PCI floppy controller
Chuck Guzis
cclist at sydex.com
Thu Apr 21 19:02:44 CDT 2022
On 4/21/22 16:47, Charles Dickman via cctalk wrote:
> Were there ever any floppy controllers for the (parallel) PCI bus? I
> Googled a bunch and haven't found any.
>
> I am trying to outfit a computer for the long haul that can run a bunch of
> older software in virtual machines and do things like duplicate floppies in
> different formats. The motherboard I have supports all the formats I have
> tried, but only supports one drive. It also only has PCI and PCIe slots.

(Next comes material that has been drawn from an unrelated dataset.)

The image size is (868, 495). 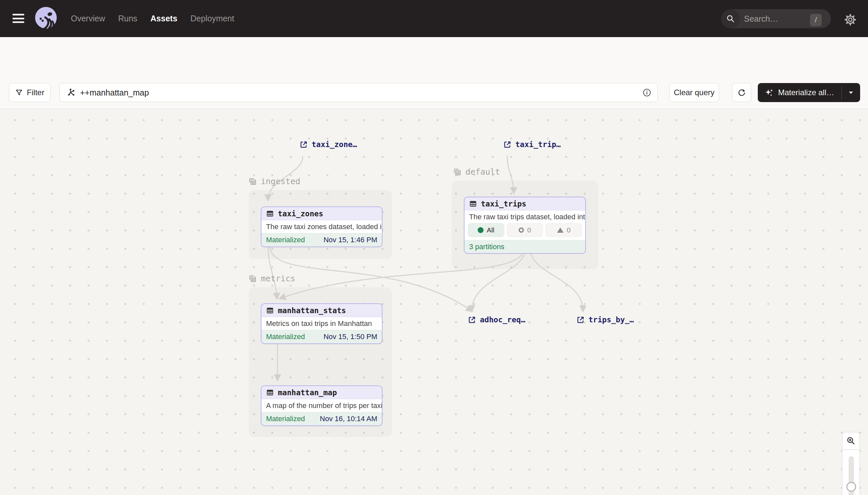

None that I'm aware of--PC floppy driver software depends very heavily
on the ISA bus DMA and interrupt setup. Even with no ISA slots, the
typical PC chipset provided the southbridge ISA hooks for a floppy
controller. Gradually it has disappeared, along with the legacy serial
and parallel ports.
On one of my Socket 939 motherboards, I fashioned a bracket with a DC37F
connector and a switch, so I could switch the single floppy to an
external one. Works a treat--recall that you need only switch the
drive select and motor enable lines, so a DPDT switch suffices. I like
the motherboard because it can handle MFM and FM encodings, as well as
the 128 byte MFM sectors.
I suppose it might be possible to fashion a legacy floppy controller on
a PCI card with enough supporting logic to make it compatible with
existing software, but I'm not aware of such an effort.